Open the app and add your T7.
Drag your T7’s volume from Finder into the drop zone. T7, T7 Shield and T7 Touch are all supported.
T7 Speed Restore is a free macOS app that fixes the well-known slowdown on Samsung T7, T7 Shield and T7 Touch SSDs, where the drive crawls along at ~2 MB/s. One click brings it back to 500+ MB/s. Your data is not touched.
The app creates a small, temporary partition on the drive. That single operation resets the T7’s internal state and restores full write speed. The partition is hidden from Finder automatically, and your data is not touched.
Drag your T7’s volume from Finder into the drop zone. T7, T7 Shield and T7 Touch are all supported.
Click Run Benchmark. If the drive is affected, you’ll see write speeds well below what the T7 is capable of.
The fix needs to repartition your drive, which requires admin access, so macOS will ask for your password. It’s used only to perform the partition operation; nothing is stored or sent anywhere.
T7FIXER briefly appears.This is the small partition that triggers the speed reset. The app unmounts it automatically within a second or two. After that it stays hidden, including across reboots and replugs.
T7FIXER partition, mid-fixYou should see write speeds back at 500+ MB/s. The fix isn’t permanent. If the slowdown returns later, just run the app again.
The fix only applies to T7-series SSDs formatted as APFS. exFAT and NTFS drives, common in Windows-only setups, aren’t supported.
macOS 15 Sequoia
or later
Samsung T7,
T7 Shield or T7 Touch
APFS
The default when you first set up the drive on a Mac. exFAT drives must be reformatted.At least 6 GB
Used temporarily by the partition that triggers the speed reset.If anything’s missing here, open an issue on GitHub. That’s the best way to give feedback right now.
Because the app isn’t distributed through the Mac App Store, macOS Gatekeeper shows a warning the first time you open it. This is expected for any self-distributed macOS app.
To get past it:
Or open System Settings → Privacy & Security and click Open Anyway after the first blocked launch attempt.
Apple requires a paid Developer Program membership ($99/year) to distribute apps that run privileged operations silently. This app skips that, so macOS prompts for your password each time instead.
The password is used only to repartition the drive.
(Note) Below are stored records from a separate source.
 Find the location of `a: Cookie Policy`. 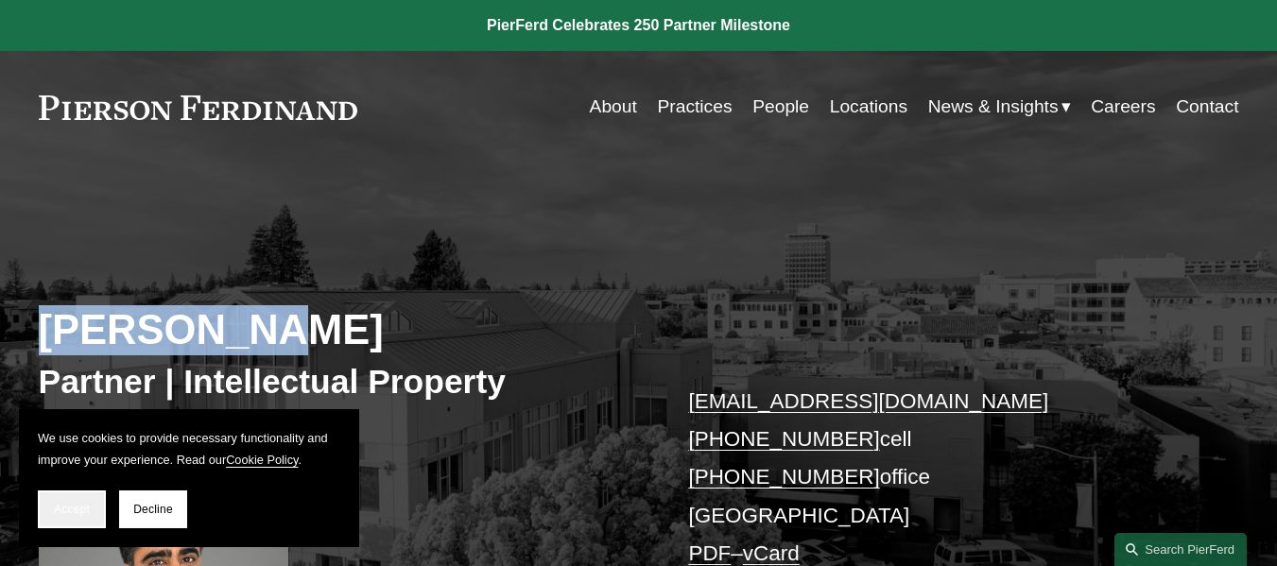

a: Cookie Policy is located at coordinates (262, 459).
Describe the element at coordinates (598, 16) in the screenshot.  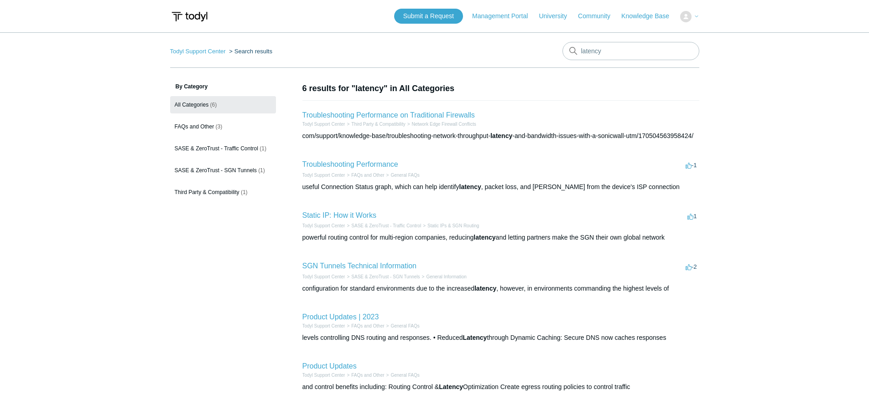
I see `a: Community` at that location.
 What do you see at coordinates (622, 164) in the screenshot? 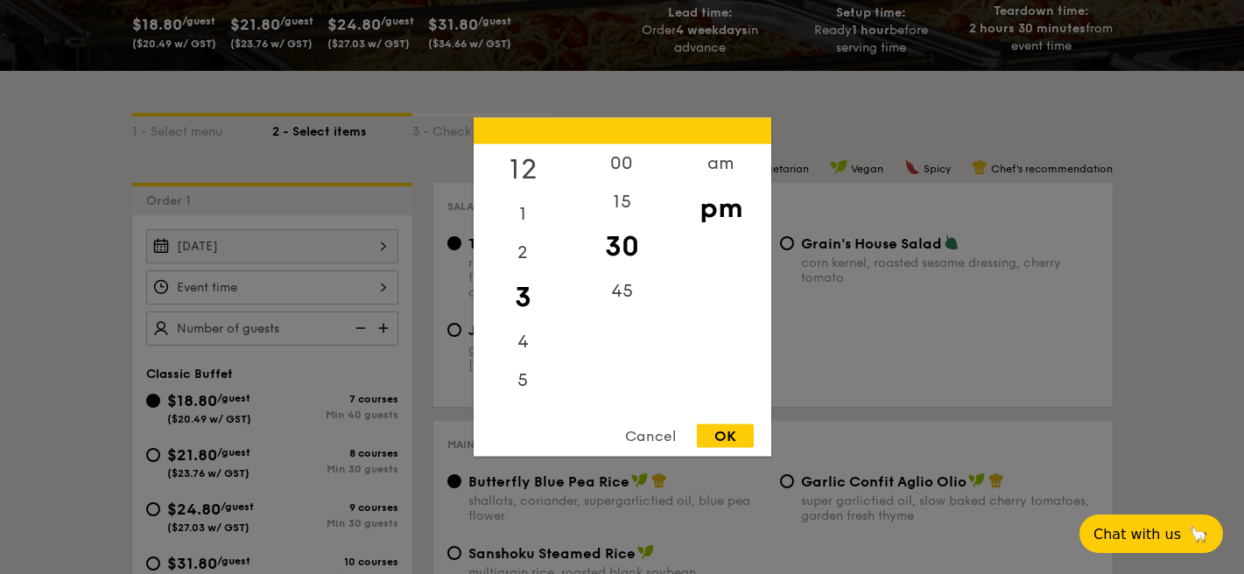
I see `div: 00` at bounding box center [622, 164].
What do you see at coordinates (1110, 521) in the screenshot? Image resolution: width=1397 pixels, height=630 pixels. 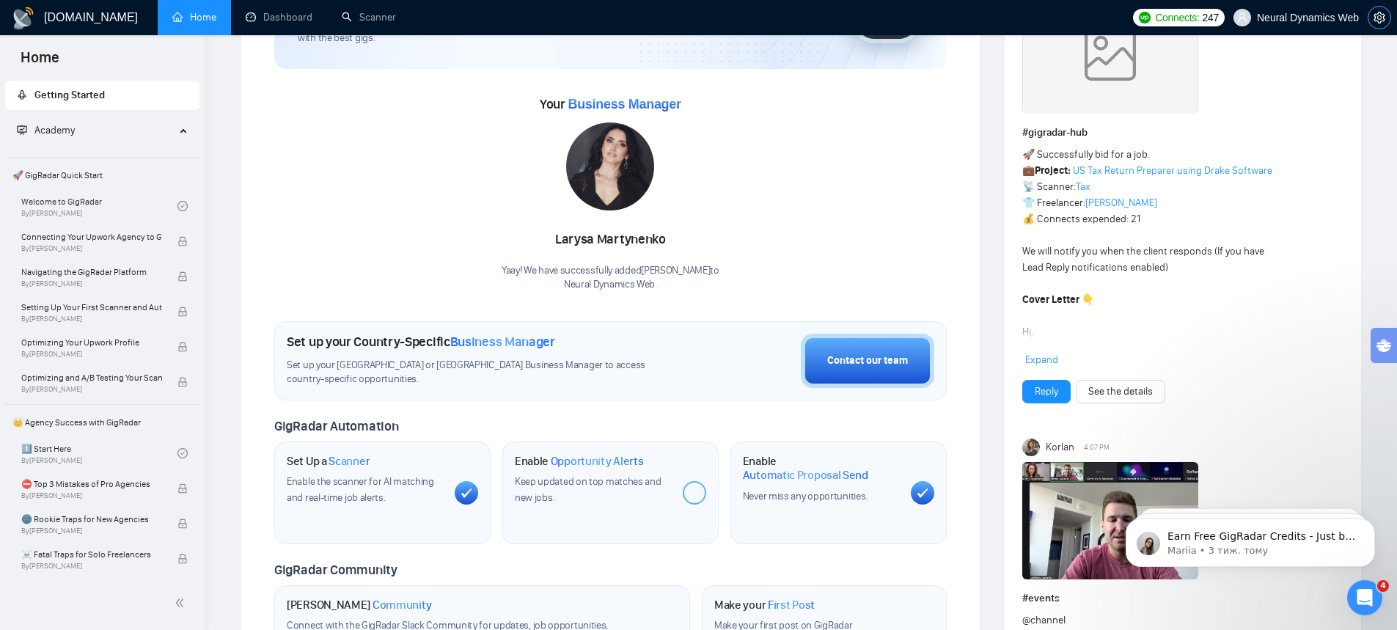 I see `img: F09EM4TRGJF-image.png` at bounding box center [1110, 521].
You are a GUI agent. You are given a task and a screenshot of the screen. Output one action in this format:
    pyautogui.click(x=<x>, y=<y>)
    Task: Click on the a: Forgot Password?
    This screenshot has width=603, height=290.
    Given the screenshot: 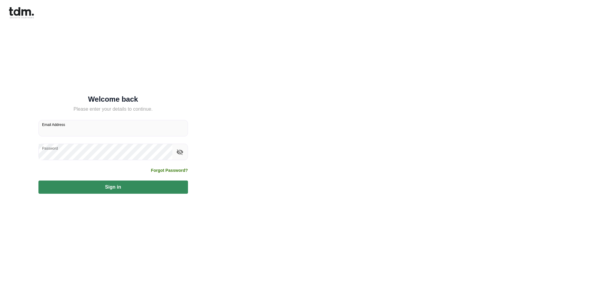 What is the action you would take?
    pyautogui.click(x=169, y=170)
    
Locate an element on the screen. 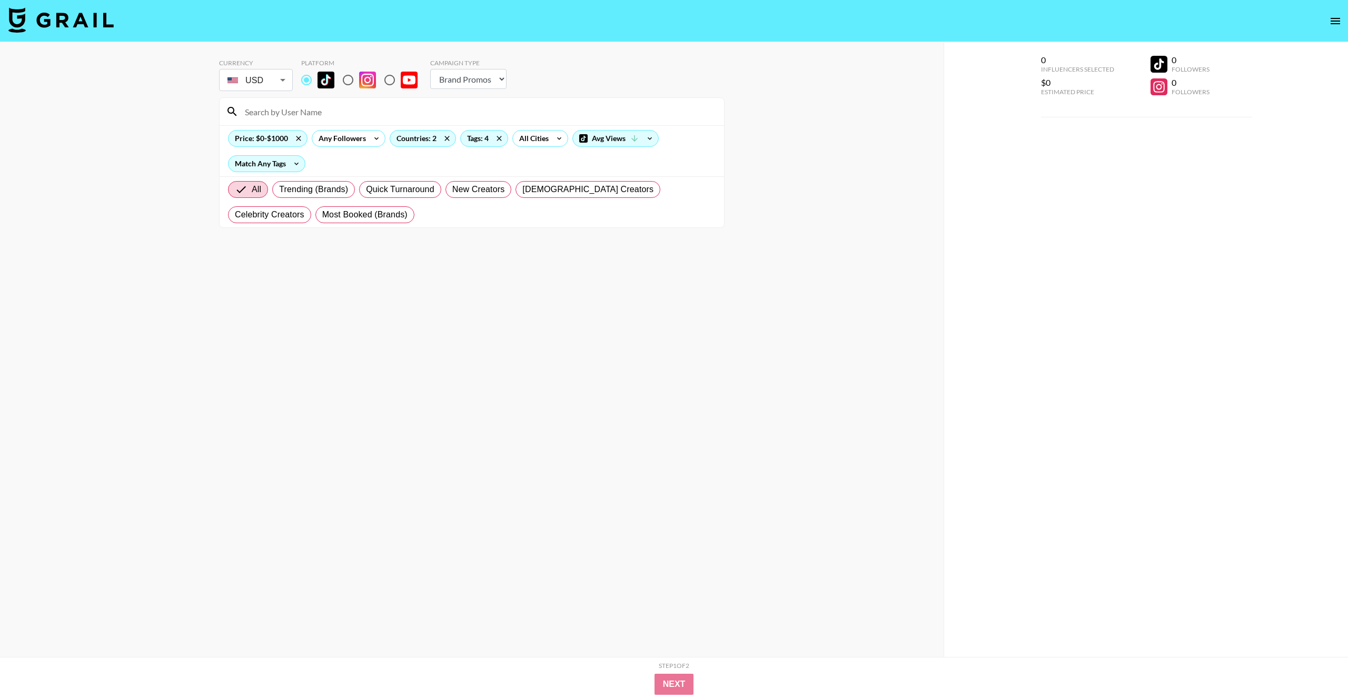 The width and height of the screenshot is (1348, 699). div: Platform is located at coordinates (363, 63).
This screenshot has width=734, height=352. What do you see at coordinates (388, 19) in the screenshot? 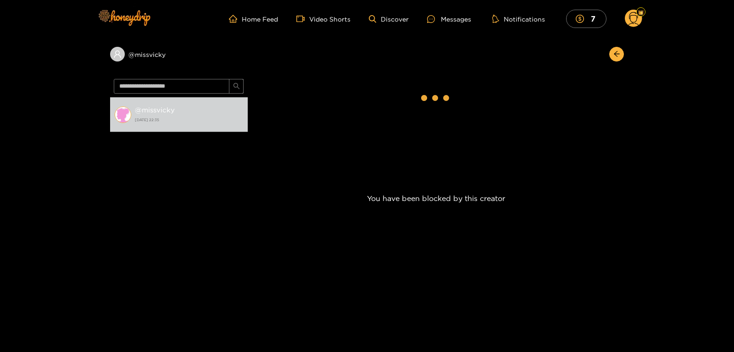
I see `a: Discover` at bounding box center [388, 19].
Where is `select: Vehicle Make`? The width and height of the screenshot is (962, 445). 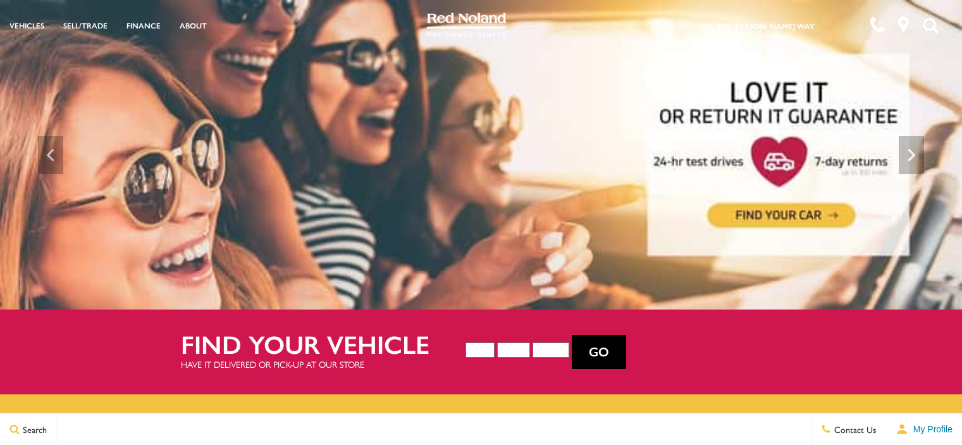
select: Vehicle Make is located at coordinates (514, 350).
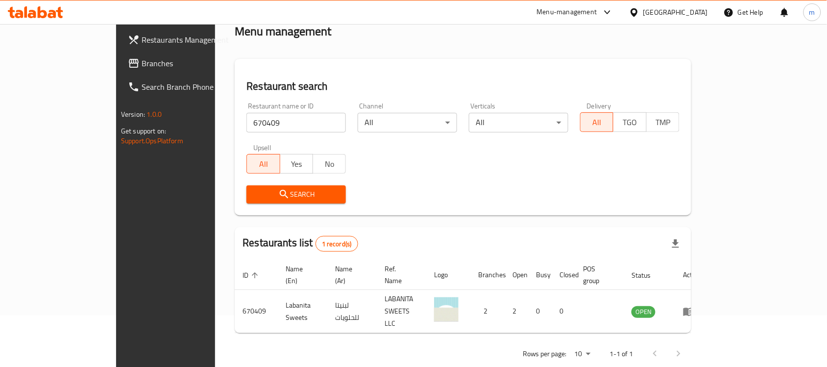 This screenshot has width=827, height=367. Describe the element at coordinates (813, 12) in the screenshot. I see `span: m` at that location.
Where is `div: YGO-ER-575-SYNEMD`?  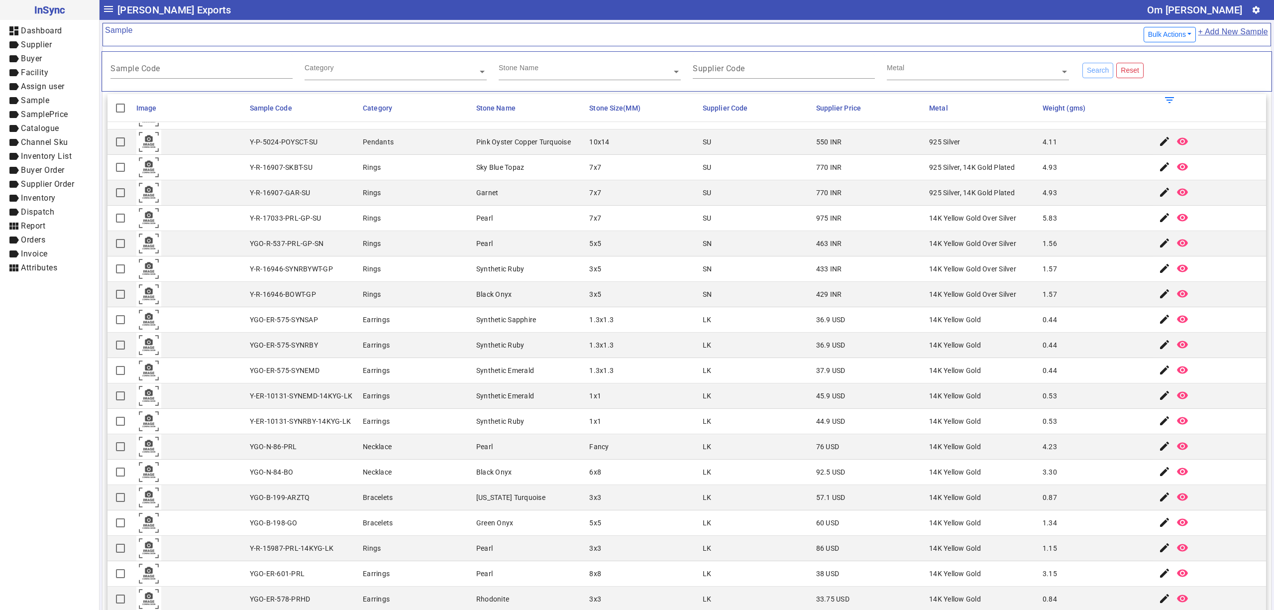
div: YGO-ER-575-SYNEMD is located at coordinates (285, 370).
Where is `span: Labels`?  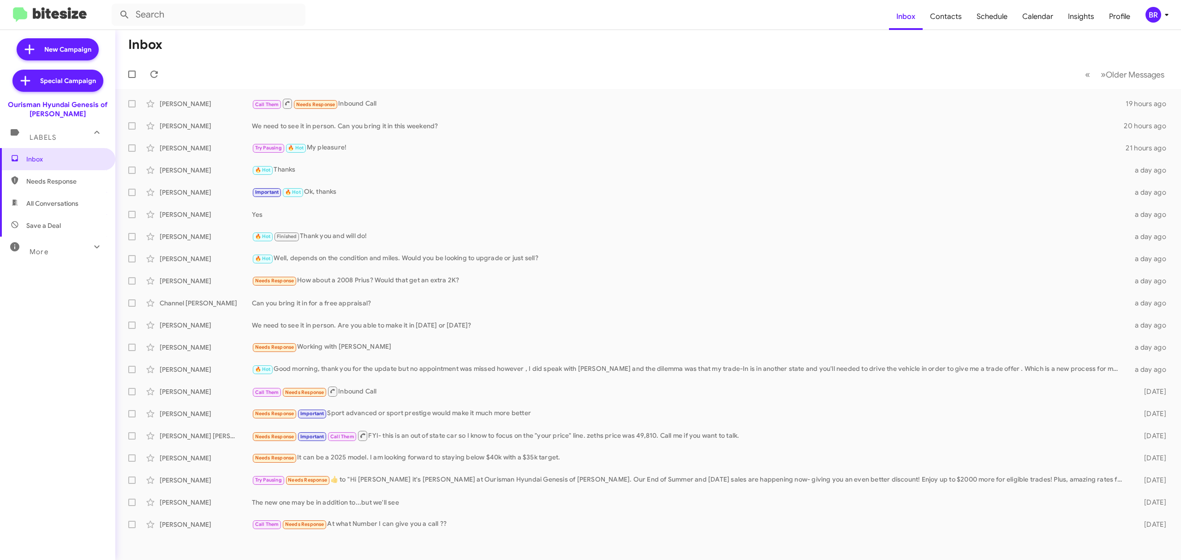
span: Labels is located at coordinates (43, 138).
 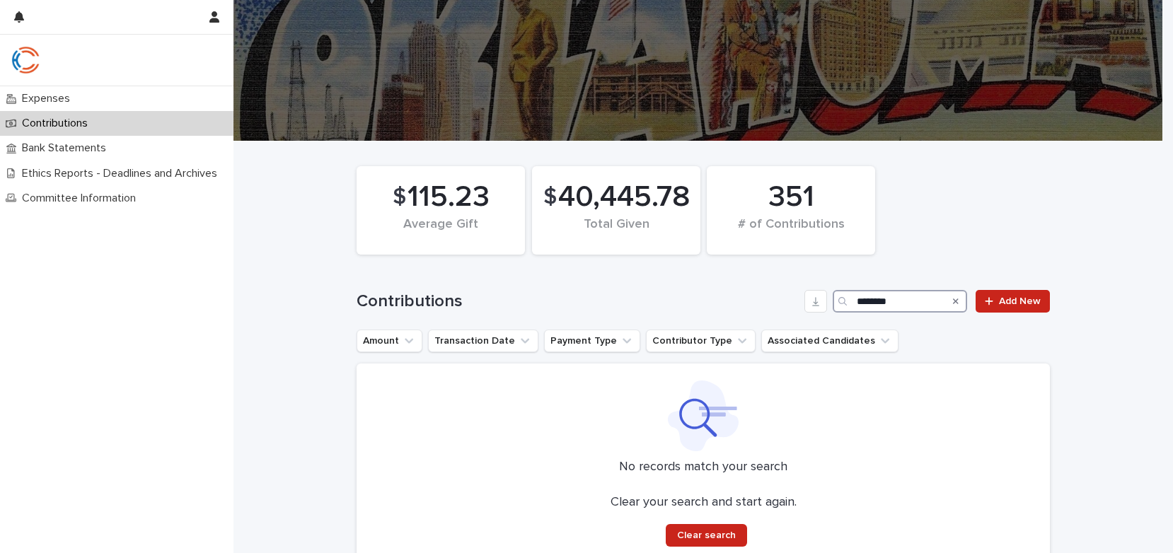 I want to click on input: Search, so click(x=900, y=301).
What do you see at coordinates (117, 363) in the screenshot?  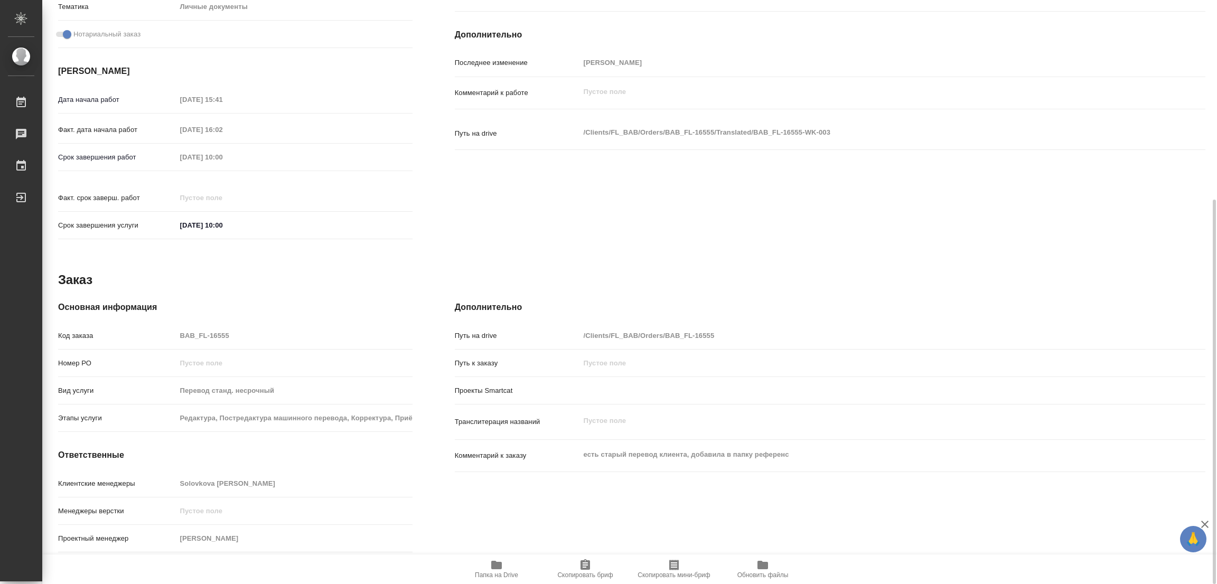 I see `p: Номер РО` at bounding box center [117, 363].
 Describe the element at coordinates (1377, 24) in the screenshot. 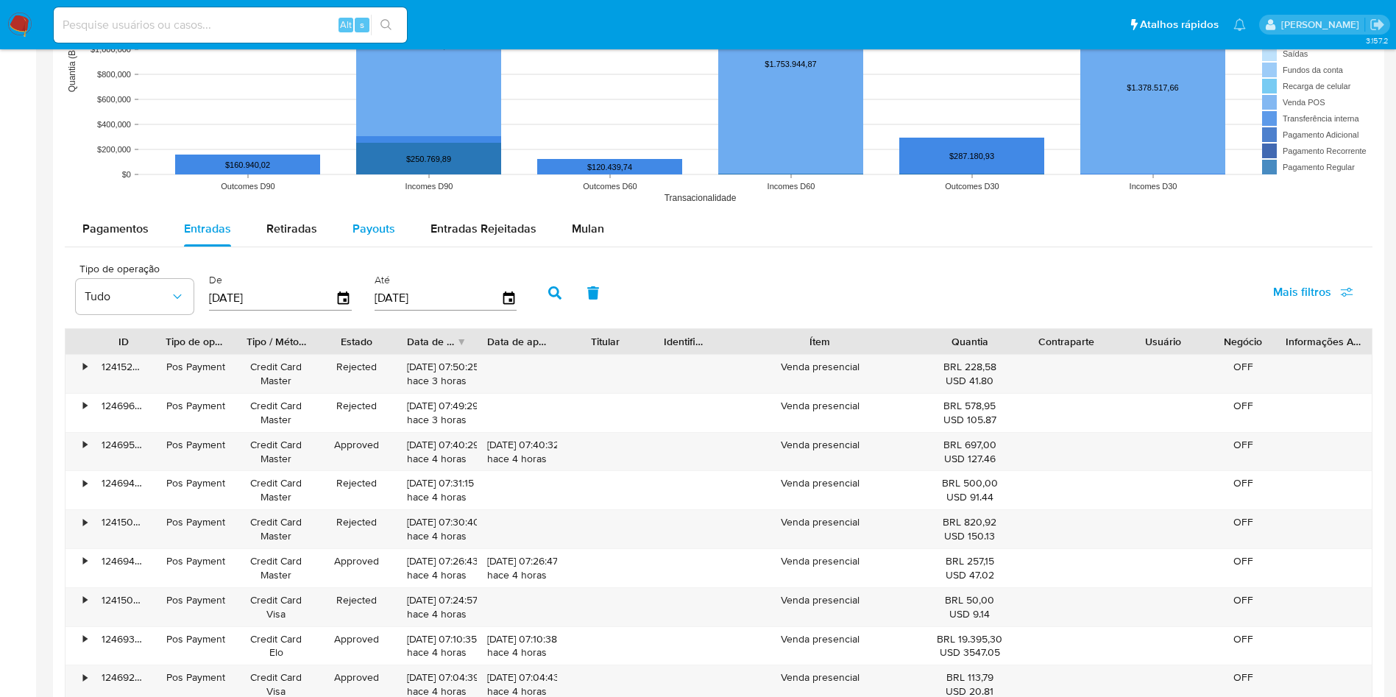

I see `a: Sair` at that location.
It’s never stored or transmitted anywhere.
That partition is the fix. Creating it is what resets the T7’s internal state and restores full write speed, and it only needs to exist for a moment.
The app unmounts it automatically within a second or two of creation, and it stays hidden from Finder afterwards, including across reboots and replugs.
Your data is not touched. The fix carves a small amount of free space into a new partition; it never reads or writes the contents of your main APFS volume.
That said, it’s your data. Keeping a backup of anything irreplaceable is always a good idea, regardless of which tools you use.
No. The slowdown is a firmware-level issue with the T7 series, and the fix doesn’t change the firmware. If the slowdown comes back, just run the app again.
Yes, you can. There’s nothing magic going on under the hood:
the fix is just creating a small extra partition on the
drive, then removing it. You can do exactly that in Disk
Utility, or with diskutil on the command line.
The catch is that the slowdown is firmware-level and keeps coming back. So you’d be opening Disk Utility, picking sizes, formatting, mounting, and cleaning up again every time. T7 Speed Restore exists so that next time it happens, you click one button instead.
No. exFAT-formatted T7 drives are not supported. Neither are NTFS or other Windows-only setups. If your drive shows up as exFAT in Disk Utility and you don’t need it on Windows, reformat it as APFS first (this erases the drive, so copy your data off beforehand).
The drive must have no extra partitions after the main APFS volume. If you’ve added any manually, remove them in Disk Utility first, then run the fix.
Yes. The full source is on GitHub under the MIT licence. Issues and PRs are welcome.
Please open an issue on the GitHub repo. If you can, include your macOS version, your T7 model and capacity, and the benchmark numbers before and after running the fix. That’s the most useful kind of feedback right now.
Free, open source, and small. If it fixes your drive, the best thanks you can give is a quick note on GitHub.